PREFACE: You will really need to open the embedded links to take a look-see and read in order to truly get the gist of this Roland Hansen Commentary.
First an excerpt from an article on the internet:
"Hate speech is speech that offends, threatens, or insults groups, based on race, color, religion, national origin, sexual orientation, disability, or other traits. Should hate speech be discouraged?"
Now, go read the entire article:
Next up; for a good visual, click onto this link to some really interesting images and take a good hard look. I dare you!
Continuing on, read and explore the web page of Regulation of Fighting Words and Hate Speech - The Issue: Does the First Amendment limit the government's ability to regulate fighting words or hateful speech?
Okay, another excerpt, another source:
"The United States is almost alone among Western liberal democracies in not punishing what is called hate speech"
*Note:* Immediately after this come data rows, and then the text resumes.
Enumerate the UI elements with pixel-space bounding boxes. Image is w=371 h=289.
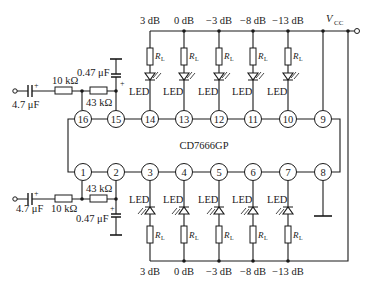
svg-text:−8 dB: −8 dB bbox=[240, 15, 266, 26]
resistor-icon bbox=[181, 48, 187, 65]
capacitor-icon bbox=[111, 74, 121, 77]
input-terminal bbox=[13, 89, 17, 93]
resistor-icon bbox=[216, 48, 222, 65]
svg-text:6: 6 bbox=[250, 167, 255, 178]
svg-text:0 dB: 0 dB bbox=[174, 15, 194, 26]
svg-text:LED: LED bbox=[129, 194, 150, 205]
vcc-subscript: CC bbox=[334, 19, 344, 27]
bottom-channel-4: R L LED bbox=[232, 181, 268, 261]
input-network-bottom: + 4.7 μF 10 kΩ 43 kΩ + 0.47 μF bbox=[13, 181, 122, 235]
resistor-icon bbox=[90, 195, 107, 202]
svg-text:8: 8 bbox=[320, 167, 325, 178]
svg-text:+: + bbox=[34, 189, 39, 198]
top-channel-2: R L LED bbox=[163, 31, 199, 110]
led-icon bbox=[145, 207, 155, 214]
svg-text:9: 9 bbox=[320, 114, 325, 125]
top-channel-4: R L LED bbox=[232, 31, 268, 110]
svg-text:L: L bbox=[161, 235, 165, 241]
svg-text:12: 12 bbox=[214, 114, 225, 125]
svg-text:R: R bbox=[154, 230, 161, 240]
pin-6: 6 bbox=[245, 164, 262, 181]
top-led-channels: R L LED R L LED R L LED R bbox=[129, 31, 303, 110]
pin-13: 13 bbox=[176, 111, 193, 128]
resistor-icon bbox=[285, 48, 291, 65]
svg-text:R: R bbox=[292, 51, 299, 61]
pin-16: 16 bbox=[75, 111, 92, 128]
svg-text:L: L bbox=[299, 56, 303, 62]
svg-text:10 kΩ: 10 kΩ bbox=[52, 75, 78, 86]
svg-text:4: 4 bbox=[181, 167, 187, 178]
svg-text:0 dB: 0 dB bbox=[174, 266, 194, 277]
svg-text:+: + bbox=[34, 81, 39, 90]
svg-text:−3 dB: −3 dB bbox=[206, 15, 232, 26]
svg-text:−13 dB: −13 dB bbox=[272, 15, 303, 26]
svg-text:L: L bbox=[264, 235, 268, 241]
svg-text:0.47 μF: 0.47 μF bbox=[76, 213, 109, 224]
input-network-top: + 4.7 μF 10 kΩ 43 kΩ + 0.47 μF bbox=[12, 59, 125, 110]
svg-text:LED: LED bbox=[198, 194, 219, 205]
resistor-icon bbox=[55, 87, 72, 94]
svg-text:3 dB: 3 dB bbox=[140, 266, 160, 277]
led-icon bbox=[214, 207, 224, 214]
svg-text:R: R bbox=[257, 230, 264, 240]
pin-8: 8 bbox=[315, 164, 332, 181]
svg-text:LED: LED bbox=[267, 194, 288, 205]
pin-7: 7 bbox=[280, 164, 297, 181]
resistor-icon bbox=[250, 48, 256, 65]
pin-10: 10 bbox=[280, 111, 297, 128]
svg-text:LED: LED bbox=[232, 86, 253, 97]
pin-11: 11 bbox=[245, 111, 262, 128]
resistor-icon bbox=[250, 226, 256, 243]
bottom-led-channels: R L LED R L LED R L LED R bbox=[129, 181, 303, 261]
bottom-level-labels: 3 dB 0 dB −3 dB −8 dB −13 dB bbox=[140, 266, 304, 277]
svg-text:1: 1 bbox=[80, 167, 85, 178]
led-icon bbox=[214, 73, 224, 80]
svg-text:R: R bbox=[223, 51, 230, 61]
svg-text:L: L bbox=[264, 56, 268, 62]
resistor-icon bbox=[90, 87, 107, 94]
svg-text:LED: LED bbox=[198, 86, 219, 97]
led-icon bbox=[283, 73, 293, 80]
svg-text:LED: LED bbox=[163, 86, 184, 97]
svg-text:15: 15 bbox=[111, 114, 122, 125]
svg-text:R: R bbox=[257, 51, 264, 61]
led-icon bbox=[248, 73, 258, 80]
bottom-channel-3: R L LED bbox=[198, 181, 234, 261]
chip-label: CD7666GP bbox=[179, 140, 228, 151]
svg-text:+: + bbox=[120, 79, 125, 88]
pin-3: 3 bbox=[142, 164, 159, 181]
svg-text:10 kΩ: 10 kΩ bbox=[51, 203, 77, 214]
bottom-channel-5: R L LED bbox=[267, 181, 303, 261]
resistor-icon bbox=[147, 48, 153, 65]
resistor-icon bbox=[181, 226, 187, 243]
pin-14: 14 bbox=[142, 111, 159, 128]
svg-text:5: 5 bbox=[216, 167, 221, 178]
svg-text:16: 16 bbox=[78, 114, 89, 125]
top-level-labels: 3 dB 0 dB −3 dB −8 dB −13 dB bbox=[140, 15, 304, 26]
capacitor-icon bbox=[111, 214, 121, 217]
svg-text:LED: LED bbox=[267, 86, 288, 97]
bottom-channel-1: R L LED bbox=[129, 181, 165, 261]
led-icon bbox=[283, 207, 293, 214]
svg-text:LED: LED bbox=[129, 86, 150, 97]
svg-text:L: L bbox=[299, 235, 303, 241]
svg-text:+: + bbox=[110, 204, 115, 213]
svg-text:−13 dB: −13 dB bbox=[272, 266, 303, 277]
svg-text:L: L bbox=[230, 56, 234, 62]
svg-text:7: 7 bbox=[285, 167, 290, 178]
resistor-icon bbox=[285, 226, 291, 243]
svg-text:4.7 μF: 4.7 μF bbox=[16, 203, 43, 214]
vcc-label: V bbox=[326, 13, 334, 24]
svg-text:14: 14 bbox=[145, 114, 156, 125]
resistor-icon bbox=[147, 226, 153, 243]
capacitor-icon bbox=[28, 85, 32, 97]
svg-text:R: R bbox=[188, 230, 195, 240]
svg-text:−3 dB: −3 dB bbox=[206, 266, 232, 277]
svg-text:11: 11 bbox=[248, 114, 258, 125]
svg-text:13: 13 bbox=[179, 114, 190, 125]
svg-text:R: R bbox=[188, 51, 195, 61]
svg-text:L: L bbox=[195, 56, 199, 62]
top-channel-3: R L LED bbox=[198, 31, 234, 110]
svg-text:43 kΩ: 43 kΩ bbox=[86, 97, 112, 108]
svg-text:4.7 μF: 4.7 μF bbox=[12, 99, 39, 110]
Read the entire article from which it was taken:
McConnell, Michael W., You Can't Say That, 'The Harm in Hate Speech,' by Jeramy Waldron, The New York Times Sunday Book Review, June 22, 2012.
One last excerpt from yet one more source:
"... we have overprotected speech that not only causes significant harm to the dignity of minority groups but also, more importantly, diminishes the public good of inclusiveness that is an essential attribute of our society."
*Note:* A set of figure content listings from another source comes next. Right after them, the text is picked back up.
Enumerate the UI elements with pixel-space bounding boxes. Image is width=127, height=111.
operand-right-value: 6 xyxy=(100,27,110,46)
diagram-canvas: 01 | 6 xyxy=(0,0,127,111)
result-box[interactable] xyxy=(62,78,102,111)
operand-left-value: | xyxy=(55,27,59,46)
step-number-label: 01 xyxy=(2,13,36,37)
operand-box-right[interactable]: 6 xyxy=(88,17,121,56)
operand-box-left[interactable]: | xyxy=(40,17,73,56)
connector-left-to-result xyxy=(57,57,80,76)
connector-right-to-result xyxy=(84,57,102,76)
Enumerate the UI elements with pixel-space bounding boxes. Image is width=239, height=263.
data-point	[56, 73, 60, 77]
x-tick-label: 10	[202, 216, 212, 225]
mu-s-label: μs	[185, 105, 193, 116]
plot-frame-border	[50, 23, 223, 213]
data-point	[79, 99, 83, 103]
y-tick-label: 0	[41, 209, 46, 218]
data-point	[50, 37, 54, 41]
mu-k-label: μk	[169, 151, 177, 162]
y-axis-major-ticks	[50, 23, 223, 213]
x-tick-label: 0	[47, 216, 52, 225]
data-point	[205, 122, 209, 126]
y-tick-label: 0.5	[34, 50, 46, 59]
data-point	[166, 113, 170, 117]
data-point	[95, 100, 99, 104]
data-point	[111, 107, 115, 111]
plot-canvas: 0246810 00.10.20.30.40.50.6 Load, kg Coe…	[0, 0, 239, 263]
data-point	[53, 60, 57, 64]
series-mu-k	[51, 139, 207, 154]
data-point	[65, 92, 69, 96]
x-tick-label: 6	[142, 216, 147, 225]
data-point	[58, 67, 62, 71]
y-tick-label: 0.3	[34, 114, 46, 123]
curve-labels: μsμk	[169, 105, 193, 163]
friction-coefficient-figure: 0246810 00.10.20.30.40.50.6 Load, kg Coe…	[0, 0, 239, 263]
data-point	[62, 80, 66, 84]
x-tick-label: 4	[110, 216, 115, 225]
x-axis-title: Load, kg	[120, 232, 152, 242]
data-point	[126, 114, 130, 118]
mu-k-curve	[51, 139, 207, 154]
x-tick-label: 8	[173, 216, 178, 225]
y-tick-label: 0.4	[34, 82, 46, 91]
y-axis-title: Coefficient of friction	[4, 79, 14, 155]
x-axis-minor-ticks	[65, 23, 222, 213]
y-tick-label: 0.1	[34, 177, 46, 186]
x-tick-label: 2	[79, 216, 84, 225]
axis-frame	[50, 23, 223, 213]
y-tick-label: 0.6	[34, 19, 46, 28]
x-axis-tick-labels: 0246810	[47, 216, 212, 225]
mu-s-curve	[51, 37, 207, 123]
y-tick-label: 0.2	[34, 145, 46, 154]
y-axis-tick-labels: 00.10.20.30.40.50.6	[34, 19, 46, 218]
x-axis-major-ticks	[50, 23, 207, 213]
And now, read the entire article:
Stevens, John Paul, Should Hate Speech Be Outlawed?, 'The Harm in Hate Speech,' by Jeramy Waldron, The New York Review of Books
I sure hope you took the necessary time to read all that to which I linked. If you did, what do you think of it all as a whole?
4 comments:
Among the problems with criminalizing hate speech is that there can be no standard set that would satisfy completely.
With physical acts, there is a notion that you accept your victim as he is; the egg-shell skull theory, so that if you use little force but the result is grave injury, liability is fixed, even though that same blow to most other people would result in no injury at all.
I think the old "sticks and stones" adage still applies for there really is no better alternative. As a society, we can all strive to act in a civil manner, but many of us have no manners.
Remember as well that words have meaning and that words alone can give rise to liability and culpability. It is one thing to say God Hates Fags, and it a far different thing to say God Hates Fags but I Intend Them Harm.
I took a good look and for me they all boiled down to the one of the map of the US draped with the flag with the words,"Free Speech Zone"
Also, there is an aspect of the whole story that both sides overlook. From a Christian viewpoint, we live by "Love the sinner, hate the sin." This becomes difficult with homosexuality, where we see it for the sin it is according to our faith, where the homosexual bases his/her self-esteem on the concept of "it's not a choice", and cannot understand how we can divide what he/she considers part of what he is. To a practicing, conscientious Christian, such as myself or say Phil Robertson, there is no hate involved in the disapproval of homosexuality. To the homosexual, it becomes a "hate crime".
Unfortunately, these days, anything a Christian desires for humanity is considered hate. Nobody stops to think whose hand that plays into, because no one wants to believe in personified good and evil. Satan has the most receptive audience he ever had without anyone having to believe in him, and what's better, one can follow him and still be convinced they are being loving and righteous. It took him two millennia to figure out that tactic would work OUTSIDE the church as well as it has INSIDE.
Not trying here to rope in all that might be hate speech, I agree that it is both complicated and pervasive. But it doesn't start with what the GOVERNMENT allows- but what we allow in our hearts and teach to our children.
Thank you for your comments, Chili Dog, Judy, and CWMartin. I appreciate your perspectives, as well as your comments.